OS X doesn't have anything like the Tablet PC Input Panel on Windows 7 or the Mazec you mentioned; what it does have is a system for entering Chinese characters with a multi-touch trackpad or the Magic Trackpad, but it doesn't work with the Bamboo and it's really only for Chinese and not Japanese, although some people use it as a hack for entering kanji. It looks like this:

http://i48.tinypic.com/245el4z.jpg
(source)

If you're ok with entering each character individually, there are some IME's where you can do that with the Bamboo tablet or a mouse, such as the Google IME:

http://i50.tinypic.com/vg0v47.png

The dev version has cloud-based lookup, which is extremely accurate; there's also a Mac OS version, which should probably have the same feature. It's not as fun to write this way, but in my opinion it's better and faster than searching each kanji by radical.

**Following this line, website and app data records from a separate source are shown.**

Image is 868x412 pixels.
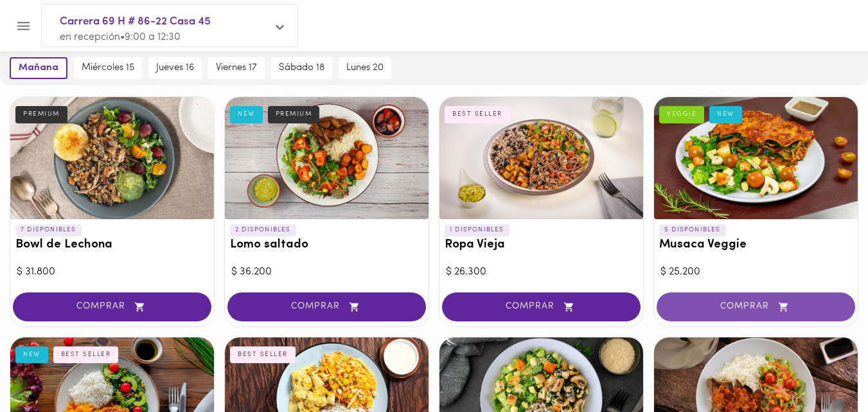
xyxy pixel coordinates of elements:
[661,265,851,280] div: $ 25.200
[74,58,142,79] button: miércoles 15
[338,58,391,79] button: lunes 20
[230,224,296,236] p: 2 DISPONIBLES
[227,292,426,321] button: COMPRAR
[268,106,320,123] div: PREMIUM
[156,62,194,74] span: jueves 16
[445,106,510,123] div: BEST SELLER
[271,58,332,79] button: sábado 18
[82,62,134,74] span: miércoles 15
[659,106,704,123] div: VEGGIE
[59,32,180,42] span: en recepción • 9:00 a 12:30
[15,239,209,252] h3: Bowl de Lechona
[11,97,214,220] div: Bowl de Lechona
[657,292,855,321] button: COMPRAR
[231,265,422,280] div: $ 36.200
[54,347,119,363] div: BEST SELLER
[29,302,196,313] span: COMPRAR
[8,11,39,42] button: Menu
[216,62,257,74] span: viernes 17
[458,302,624,313] span: COMPRAR
[15,347,48,363] div: NEW
[672,302,839,313] span: COMPRAR
[59,13,267,30] span: Carrera 69 H # 86-22 Casa 45
[439,97,643,220] div: Ropa Vieja
[230,106,263,123] div: NEW
[445,224,509,236] p: 1 DISPONIBLES
[13,292,211,321] button: COMPRAR
[18,62,58,74] span: mañana
[149,58,201,79] button: jueves 16
[15,106,67,123] div: PREMIUM
[654,97,857,220] div: Musaca Veggie
[15,224,82,236] p: 7 DISPONIBLES
[659,239,852,252] h3: Musaca Veggie
[445,239,638,252] h3: Ropa Vieja
[10,58,67,79] button: mañana
[225,97,429,220] div: Lomo saltado
[346,62,384,74] span: lunes 20
[446,265,637,280] div: $ 26.300
[659,224,726,236] p: 5 DISPONIBLES
[709,106,742,123] div: NEW
[230,347,295,363] div: BEST SELLER
[279,62,324,74] span: sábado 18
[208,58,265,79] button: viernes 17
[244,302,410,313] span: COMPRAR
[442,292,641,321] button: COMPRAR
[17,265,207,280] div: $ 31.800
[793,338,855,399] iframe: Messagebird Livechat Widget
[230,239,423,252] h3: Lomo saltado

About your other question, I only read on a PC (not a fan of paper), so it's easy. If it's an unselectable text, such as a scan, I use KanjiTomo to OCR the word, and if it doesn't get recognized properly I handwrite it with the Bamboo.

Reply #13 - 2013 April 18, 9:50 pm
tashippy Member
From: New York Registered: 2011-06-18 Posts: 566

Nothing seems to merge all of the features I desire just so. I guess I'll use the Google IME with it's copy-to-clipboard one kanji at a time. Why not whole words!? Why?!

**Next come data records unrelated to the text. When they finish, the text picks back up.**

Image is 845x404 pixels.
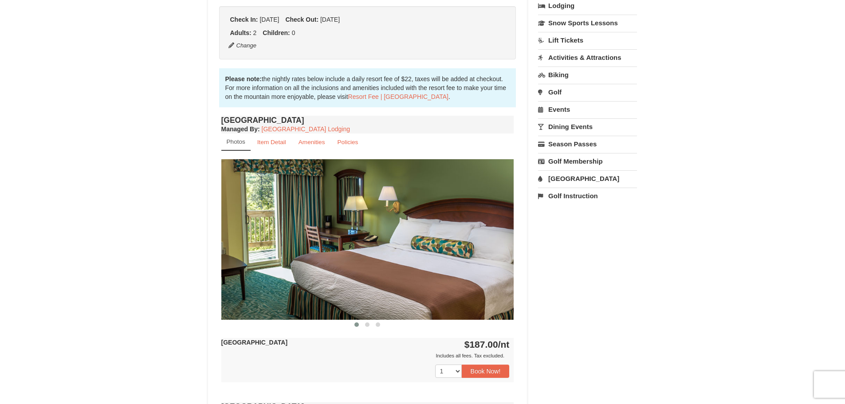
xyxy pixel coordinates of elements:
div: the nightly rates below include a daily resort fee of $22, taxes will be added at checkout. For m... [219,68,516,107]
a: Item Detail [251,133,292,151]
span: /nt [498,339,510,349]
strong: [GEOGRAPHIC_DATA] [221,339,288,346]
div: Includes all fees. Tax excluded. [221,351,510,360]
a: [GEOGRAPHIC_DATA] [538,170,637,187]
span: 0 [292,29,295,36]
a: Snow Sports Lessons [538,15,637,31]
strong: Adults: [230,29,251,36]
a: Biking [538,67,637,83]
small: Photos [227,138,245,145]
strong: Check In: [230,16,258,23]
a: Golf Instruction [538,188,637,204]
span: [DATE] [320,16,340,23]
a: Amenities [293,133,331,151]
a: Photos [221,133,251,151]
strong: Check Out: [285,16,318,23]
a: Golf Membership [538,153,637,169]
strong: Children: [263,29,290,36]
a: Golf [538,84,637,100]
a: Season Passes [538,136,637,152]
strong: $187.00 [464,339,510,349]
a: Lift Tickets [538,32,637,48]
small: Policies [337,139,358,145]
img: 18876286-36-6bbdb14b.jpg [221,159,514,319]
span: Managed By [221,126,258,133]
span: 2 [253,29,257,36]
a: Resort Fee | [GEOGRAPHIC_DATA] [348,93,448,100]
strong: : [221,126,260,133]
button: Book Now! [462,365,510,378]
small: Amenities [298,139,325,145]
small: Item Detail [257,139,286,145]
a: Events [538,101,637,118]
span: [DATE] [259,16,279,23]
a: Activities & Attractions [538,49,637,66]
a: Policies [331,133,364,151]
button: Change [228,41,257,51]
h4: [GEOGRAPHIC_DATA] [221,116,514,125]
a: [GEOGRAPHIC_DATA] Lodging [262,126,350,133]
a: Dining Events [538,118,637,135]
strong: Please note: [225,75,262,82]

I didn't see this thread before: http://forum.koohii.com/viewtopic.php?id=6638

Last edited by tashippy (2013 April 18, 9:51 pm)

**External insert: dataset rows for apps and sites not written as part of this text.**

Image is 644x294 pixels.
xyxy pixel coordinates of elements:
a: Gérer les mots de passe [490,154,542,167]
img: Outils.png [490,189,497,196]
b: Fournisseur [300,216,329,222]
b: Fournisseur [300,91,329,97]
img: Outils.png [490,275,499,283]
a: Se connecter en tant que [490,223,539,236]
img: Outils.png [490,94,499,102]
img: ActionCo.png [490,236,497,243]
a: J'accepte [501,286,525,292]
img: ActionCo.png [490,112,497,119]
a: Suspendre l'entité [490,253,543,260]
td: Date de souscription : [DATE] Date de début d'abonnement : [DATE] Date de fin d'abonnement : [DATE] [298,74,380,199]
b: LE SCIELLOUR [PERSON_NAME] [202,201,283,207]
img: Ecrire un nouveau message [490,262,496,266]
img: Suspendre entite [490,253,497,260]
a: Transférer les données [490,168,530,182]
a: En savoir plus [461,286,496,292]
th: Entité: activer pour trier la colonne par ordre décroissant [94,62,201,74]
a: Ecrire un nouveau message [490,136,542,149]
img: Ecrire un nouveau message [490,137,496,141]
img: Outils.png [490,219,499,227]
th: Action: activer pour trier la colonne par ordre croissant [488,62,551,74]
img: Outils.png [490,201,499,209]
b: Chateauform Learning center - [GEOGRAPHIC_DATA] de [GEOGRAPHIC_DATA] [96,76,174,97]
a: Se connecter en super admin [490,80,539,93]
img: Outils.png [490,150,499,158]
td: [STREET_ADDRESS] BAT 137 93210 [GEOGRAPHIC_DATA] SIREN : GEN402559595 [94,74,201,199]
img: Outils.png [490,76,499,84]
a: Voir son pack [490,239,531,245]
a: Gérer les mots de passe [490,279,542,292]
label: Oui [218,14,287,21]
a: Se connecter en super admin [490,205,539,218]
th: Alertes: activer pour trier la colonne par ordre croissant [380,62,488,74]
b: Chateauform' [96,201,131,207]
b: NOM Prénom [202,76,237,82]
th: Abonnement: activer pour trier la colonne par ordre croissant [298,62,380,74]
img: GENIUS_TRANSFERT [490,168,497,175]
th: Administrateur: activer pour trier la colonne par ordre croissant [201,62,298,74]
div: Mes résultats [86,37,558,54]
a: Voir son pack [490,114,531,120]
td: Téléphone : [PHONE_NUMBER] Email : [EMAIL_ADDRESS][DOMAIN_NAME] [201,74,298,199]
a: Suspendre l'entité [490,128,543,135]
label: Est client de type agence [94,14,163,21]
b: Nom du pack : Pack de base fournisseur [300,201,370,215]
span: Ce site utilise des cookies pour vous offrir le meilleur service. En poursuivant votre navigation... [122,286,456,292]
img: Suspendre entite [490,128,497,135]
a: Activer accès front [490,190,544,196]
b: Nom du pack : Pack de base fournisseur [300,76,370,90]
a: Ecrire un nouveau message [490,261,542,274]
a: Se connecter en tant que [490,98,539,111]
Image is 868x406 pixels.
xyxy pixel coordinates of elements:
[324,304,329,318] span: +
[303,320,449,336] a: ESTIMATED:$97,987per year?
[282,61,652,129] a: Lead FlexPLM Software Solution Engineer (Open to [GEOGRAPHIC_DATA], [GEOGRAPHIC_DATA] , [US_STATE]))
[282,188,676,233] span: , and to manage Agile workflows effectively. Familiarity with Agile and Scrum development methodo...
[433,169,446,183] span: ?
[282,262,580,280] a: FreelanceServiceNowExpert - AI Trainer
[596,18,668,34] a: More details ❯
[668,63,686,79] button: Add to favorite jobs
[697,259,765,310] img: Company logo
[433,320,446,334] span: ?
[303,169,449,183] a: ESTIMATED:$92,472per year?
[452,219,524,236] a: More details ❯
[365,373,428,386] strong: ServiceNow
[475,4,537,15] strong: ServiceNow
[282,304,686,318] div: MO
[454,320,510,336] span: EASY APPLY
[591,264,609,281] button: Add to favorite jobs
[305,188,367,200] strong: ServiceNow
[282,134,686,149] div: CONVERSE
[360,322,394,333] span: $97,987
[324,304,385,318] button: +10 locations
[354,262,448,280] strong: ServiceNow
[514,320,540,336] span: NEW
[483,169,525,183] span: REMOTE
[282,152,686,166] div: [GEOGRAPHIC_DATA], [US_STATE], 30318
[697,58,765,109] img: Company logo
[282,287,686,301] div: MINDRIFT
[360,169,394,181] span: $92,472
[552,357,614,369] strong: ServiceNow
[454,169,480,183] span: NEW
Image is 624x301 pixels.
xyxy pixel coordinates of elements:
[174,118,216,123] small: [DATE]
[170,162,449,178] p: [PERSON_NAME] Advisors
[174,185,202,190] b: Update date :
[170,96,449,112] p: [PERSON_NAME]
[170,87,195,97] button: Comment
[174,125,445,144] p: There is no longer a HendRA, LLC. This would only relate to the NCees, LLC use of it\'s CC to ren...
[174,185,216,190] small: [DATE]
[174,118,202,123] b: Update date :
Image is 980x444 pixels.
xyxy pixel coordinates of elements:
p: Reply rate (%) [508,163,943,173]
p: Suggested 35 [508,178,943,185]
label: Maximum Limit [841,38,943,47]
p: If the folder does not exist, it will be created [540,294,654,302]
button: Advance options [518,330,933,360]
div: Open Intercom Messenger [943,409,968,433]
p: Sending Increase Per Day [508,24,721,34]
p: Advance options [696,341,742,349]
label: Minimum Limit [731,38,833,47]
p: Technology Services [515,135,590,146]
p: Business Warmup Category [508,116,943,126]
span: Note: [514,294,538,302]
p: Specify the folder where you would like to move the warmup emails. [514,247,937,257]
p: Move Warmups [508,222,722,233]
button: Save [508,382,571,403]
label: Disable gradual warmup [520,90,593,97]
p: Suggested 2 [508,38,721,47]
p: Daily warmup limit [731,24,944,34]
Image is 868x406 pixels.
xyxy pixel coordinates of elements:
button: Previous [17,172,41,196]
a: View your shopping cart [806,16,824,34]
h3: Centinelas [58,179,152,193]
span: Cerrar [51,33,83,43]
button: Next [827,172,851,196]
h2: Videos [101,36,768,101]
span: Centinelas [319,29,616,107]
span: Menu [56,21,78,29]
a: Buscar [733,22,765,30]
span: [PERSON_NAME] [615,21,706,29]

Reply #14 - 2013 April 19, 1:22 pm
tashippy Member
From: New York Registered: 2011-06-18 Posts: 566

Well that didn't last (Google IME Handwriting).
I couldn't even get 通 to come out right. Neither could my native Japanese friend.

Check this out:

http://adonit.net/jot/classic/

Seems promising.

Reply #15 - 2013 April 22, 5:13 pm
gdaxeman Member
From: Brazil Registered: 2007-06-19 Posts: 278 Website

tashippy wrote:

Well that didn't last (Google IME Handwriting).
I couldn't even get 通 to come out right. Neither could my native Japanese friend.

It came out right in my first try, with the ugliest handwriting ever, using the Cloud lookup (the Local one's accuracy is atrocious). Look:

http://i38.tinypic.com/eooxh.png

In case you didn't try the dev version, this is the link for the Mac:
Google IME: Dev version for Mac
Just ignore the menacing warnings in the download page, and remember to select Cloud in that combo box that appears on top of the box where you handwrite the kanji.

Reply #16 - 2013 April 23, 10:26 am
tashippy Member
From: New York Registered: 2011-06-18 Posts: 566

Haha. Thanks Gdaxe

If I had the capability to post a screenshot to the thread, you could see my success.